Pakistan says army on alert over 'false flag' threat from India

A Pakistani soldier watches an Indian checkpoint through binoculars on the Line of Control which links the Indian Kaman Post with Chakhoti in Pakistan, November 9, 2005. (AFP/File)
Short Url
Updated 11 December 2020
Follow

Pakistan says army on alert over 'false flag' threat from India

  • Foreign Office says army vigilant and ready to respond to any “misadventure or miscalculation"
  • False flag operation is committed with intent to disguise actual source of responsibility and blame a second party

ISLAMABAD: The Pakistani foreign office said on Thursday Islamabad was aware of the threat of a ‘false flag’ operation from India, and the Pakistani military was ready to deal with any “misadventure.”

A false flag operation is a covert operation committed with the intent of disguising the actual source of responsibility and pinning blame on a second party. Pakistan and India, long at loggerheads over the disputed Kashmir region they both rule in part but claim in full, have routinely accused each other of planning and carrying out such campaigns. They have also fought at least two wars over Kashmir and their troops regularly exchange fire across the mountainous border.

“Pakistan has been consistently sensitizing the international community regarding the possibility of India resorting to a false flag operation,” foreign office spokesman Zahid Hafeez Chaudhari told reporters during a weekly briefing in Islamabad.

"Our armed forces are vigilant and ready to respond to any misadventure or miscalculation by India," he said, adding that New Delhi had a "history of using the Pakistan card to score political points and to shift focus from its profound failures of governance, faltering economy, state sponsorship of terrorism and violation of minority rights."

According to the foreign office, Indian forces had increased ceasefire violations on the Line of Control, or de facto border, and were targeting civilian areas with artillery fire, heavy-caliber mortars and automatic weapons. This year alone, Pakistan has recorded 2,840 ceasefire violations by India that have killed 27 people and injured 245 others. India claims a similar number of fatalities and injuries.

Last month, Pakistan gave United Nations Secretary-General Antonio Guterres a dossier accusing India of stoking “terrorism” in Pakistan, a day after India provided a dossier to some UN Security Council members accusing militants from Pakistan of attempting an attack in disputed Kashmir. Both countries deny the accusations.

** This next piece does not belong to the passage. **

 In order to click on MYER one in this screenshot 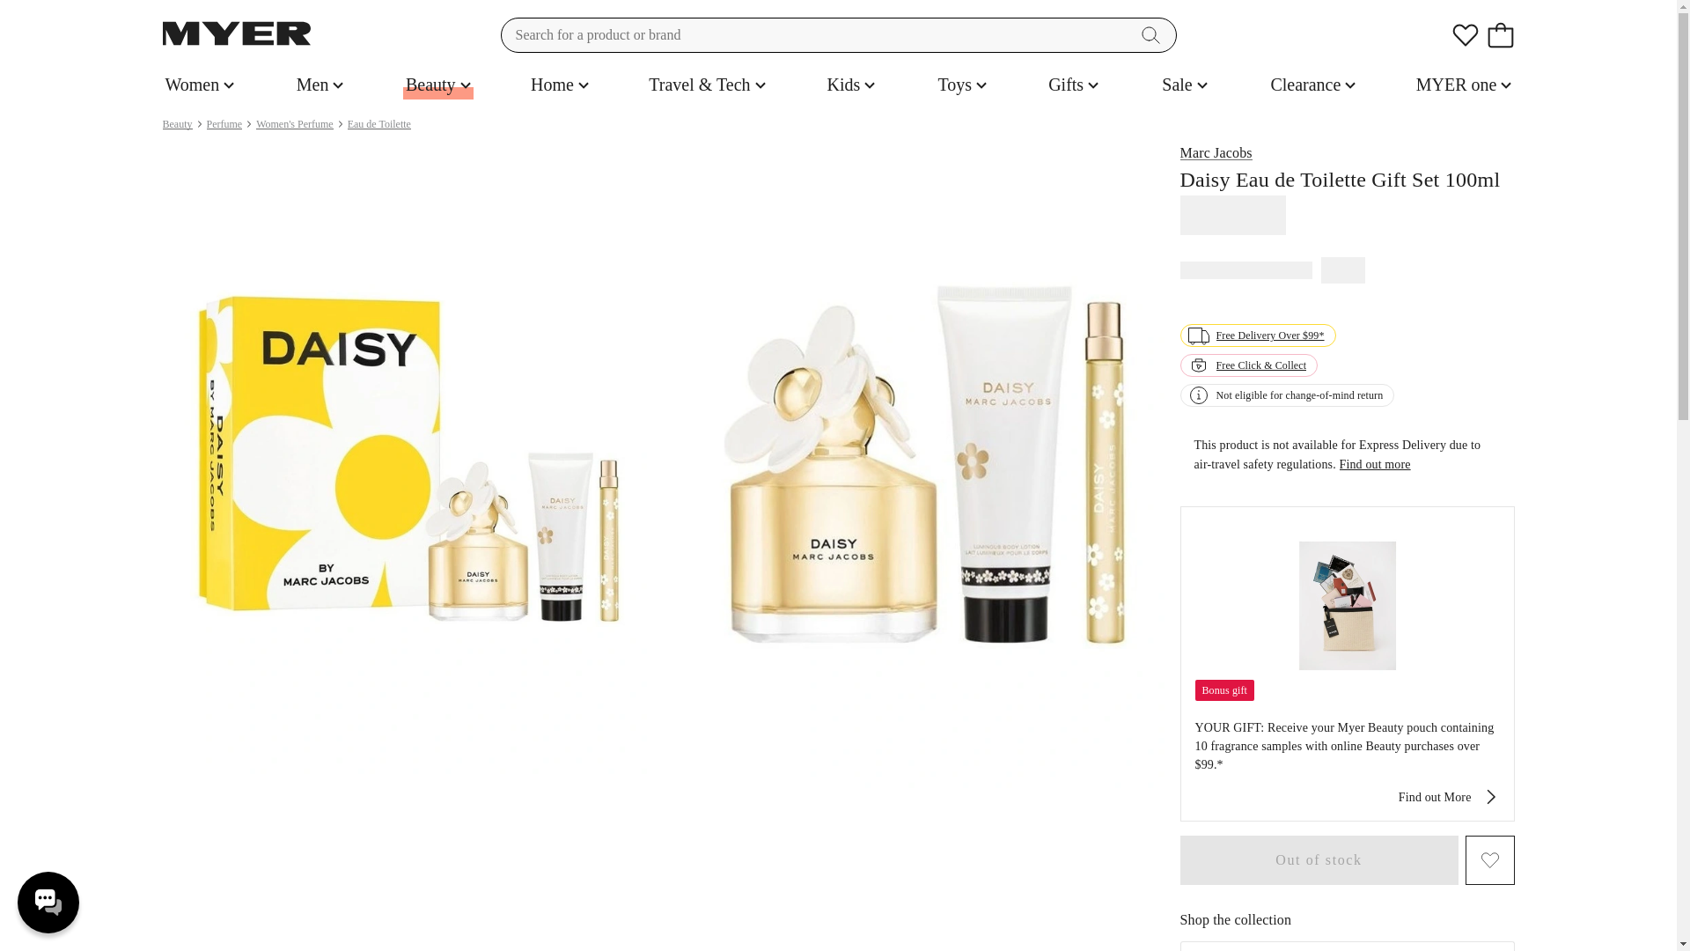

UN rights chief says 56 Afghan civilians killed since Pakistan conflict escalates

Updated 5 sec ago
Follow

UN rights chief says 56 Afghan civilians killed since Pakistan conflict escalates

  • Death toll includes 24 children and six women, with 129 others injured
  • UN says about 115,000 Afghans, 3,000 Pakistanis displaced by fighting along border

GENEVA::The United Nations rights chief said Friday that 56 Afghan civilians had been killed — nearly half of them children — since hostilities with neighboring Pakistan intensified last week.

“I plead with all parties to bring an end to the conflict, and to prioritize helping those experiencing extreme hardship,” Volker Turk said in a statement.

The neighbors have clashed along the frontier since February 26, when Afghanistan launched a border offensive in retaliation for Pakistani air strikes.

Islamabad has hit back along the border and with fresh air strikes, bombing multiple sites including the former US air base at Bagram, the capital Kabul and the southern city of Kandahar.

Turk said that since the intensification of hostilities, “56 civilians, including 24 children and six women, have been killed.”

“A further 129 people, including 41 children and 31 women, have been injured,” he said.

And since the start of the year, the numbers are even higher, with 69 civilians killed in Afghanistan and 141 injured, he said.

Pakistan insists it has not killed any civilians in the conflict. Casualty claims from both sides are difficult to verify independently.

The UN refugee agency said Thursday that around 115,000 Afghans and 3,000 people in Pakistan had been displaced by the fighting in the past week.

“Civilians on both sides of the border are now having to flee from air strikes, heavy artillery fire, mortar shelling and gunfire,” Turk said.

He lamented that a new wave of violence was affecting people “whose lives have been tormented by violence and misery for so long.”

He highlighted that over two million Afghans had returned to Afghanistan since Pakistan started to implement its “Illegal Foreigners Repatriation Plan” in September 2023.

And nearly as many were believed to remain in Pakistan, “where many face hardship and constant fear of arrest and deportation,” he said.

“As a result of the violence, humanitarian assistance is unable to reach many of those desperately in need. This is piling misery on misery,” the rights chief said.

He called on “the Pakistan military and Afghan de facto security forces to end immediately their fighting, and to prioritize helping the millions who depend on aid.”